My linksys has a simply MAC cloning feature in its little web-admin tool.
posted by chimaera at 8:43 PM on February 2, 2007


Both computers are set to obtain IPs automatically? (i.e., to use DHCP?) Cable connection going to the right (uplink) port on the router? Is the router able to get an IP from your ISP? Are you sure it's a proper internet IP? (i.e. no 192.168.x.x). Can you tell us what all three IPs (i.e., each computer's and the router's) are?
posted by limon at 9:22 PM on February 2, 2007


If either or both the client computers are Windows 2000 or XP machines, from a command prompt, do ipconfig /all, then copy and paste the results to this thread. You can find a combination file/edit menu in the top left corner of a WinXP command prompt window that will allow you to Edit-->Select All and then Edit-->Copy to get this on your clipboard. With this information, we can give you specific configuration advice, or further suggestions. Without information from you regarding O/S and TCP/IP settings on your client computers, we're just shooting in the dark.
posted by paulsc at 9:48 PM on February 2, 2007


Two things: One, searching on Google for the router name (Linksys BEFSR41 v4) suggests that others are having connection issues as well. It very well could be the router, though no idea about the other ones you tried.

Two: you probably have a "WAN" or "Internet" jack in the back. Don't use it. In almost every internect configuration that involves home connects, it won't work properly, if it works at all. Plug the modem into a normal computer jack - I've seen similar problems fixed after days of trouble shooting by switching the jack. (Yes, computers are weird like this).

Hope you get it working!
posted by niles at 10:31 PM on February 2, 2007


back = back of router
connects = connections

posted by niles at 10:32 PM on February 2, 2007


Many cable modems are, in fact, routers in their own right, but only have a single physical Ethernet port on the LAN side. If your friend's cable modem is like this, then it would most likely connect to your friend's PC via an Ethernet cable, and your friend wouldn't need any cable-company-specific configuration stuff on his PC to get connected - all the required configuration information would be held inside the modem/router, and you'd typically be able to get at it via a little administrative web server built into the modem. On the PC, all you'd see is a normal LAN connection.

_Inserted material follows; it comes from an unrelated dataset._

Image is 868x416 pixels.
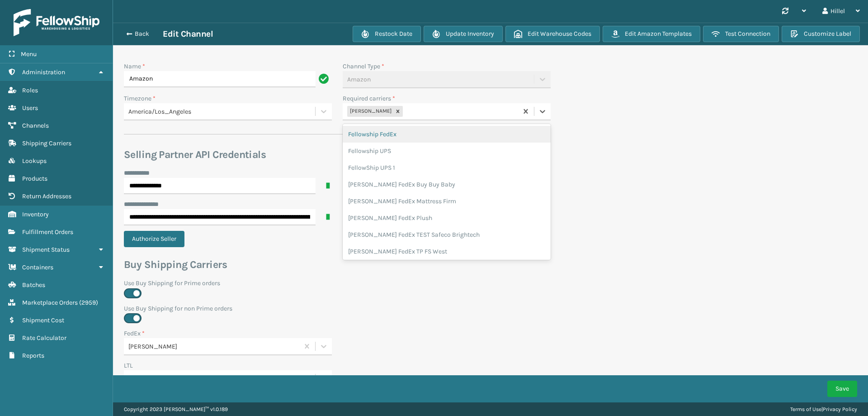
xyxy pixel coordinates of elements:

If this is in fact what he has, then you don't need another router in order to share the connection - a simple Ethernet switch will do the job, and have far less stuff to go wrong. So you should take tech support's advice, return the router, and replace it with a switch. Something like a D-Link DES-1008D desktop switch is fine.

This is basically equivalent to the LAN-port-only configuration that niles recommends, except that instead of using an expensive router to act as a cheap switch, you're using a cheap switch. It will also be more reliable, because there is no chance that your PC's will end up acquiring their LAN IP addresses from the wrong router.

OTOH if it really is just a modem, you'll find a PPPoE connection configured on the PC to make it work; that connection will have cable-company-specific info in it like a username and password and whatnot. If you simply duplicate those connection settings on the second computer, your computers will be fighting each other to establish an exclusive point-to-point link to your ISP's head-end router, and you'll see the behaviour you describe.

In this case you do need a router to share the connection, and you need to change the way your PC's are configured.

First, you need to disconnect the cable modem from the cable.

Then, you need to plug the first PC into a LAN port on the router, and connect the router's WAN port to the cable modem.

Next, open the router's admin webpage with a web browser on the PC, and find where the PPPoE settings are at.

Next, open the property sheet of the PPPoE connection on the PC, and use the information there to configure the router's PPPoE settings appropriately. One of the required settings may well be the original PC's MAC address, as chimaera observed.

Next, disable the PPPoE connection on the PC; establishing the PPPoE connection is now the router's job.

Plug the cable modem back onto the cable and see if the PC can now get to the internet via the same LAN connection you've been using to talk to the admin webserver.

Next, disable any PPPoE connections on the second PC, plug it into another LAN port on the router, and you should be good to go.
posted by flabdablet at 11:27 PM on February 2, 2007


Response by poster: The connection does not require a user name/password or a MAC address, as both computers can access the internet fine through the modem alone, or through the router and modem. However the problem occurs when both computers are connected to the router.

And trust me, every single option of configuration on the PCs and/or router has been tried numerous times to no effect. That is why I was thinking it was a modem problem now.

I will try Niles idea tonight, hopefully that will do the trick.
posted by Vindaloo at 9:10 AM on February 3, 2007


If you continue to have trouble, and would like more help fixing it, then as well as the information that limon and paulsc asked for, it would be helpful to see the routing tables in use on each PC, both when it's working and when it's having trouble - four tables in all.

To capture the routing table, type

route print >routes.txt

into a cmd window, then paste the contents of routes.txt here.
posted by flabdablet at 2:27 PM on February 3, 2007


you actually may just have a weak signal. i once had a situation where i couldn't use my modem and my cable box at the same time, and the problem was that our house wasn't getting enough signal. it eventually resolved itself when the cable company upgraded its equipment, so i'm not sure what you can do if that's the problem.

it can be hard to diagnose until you try to split it too many times.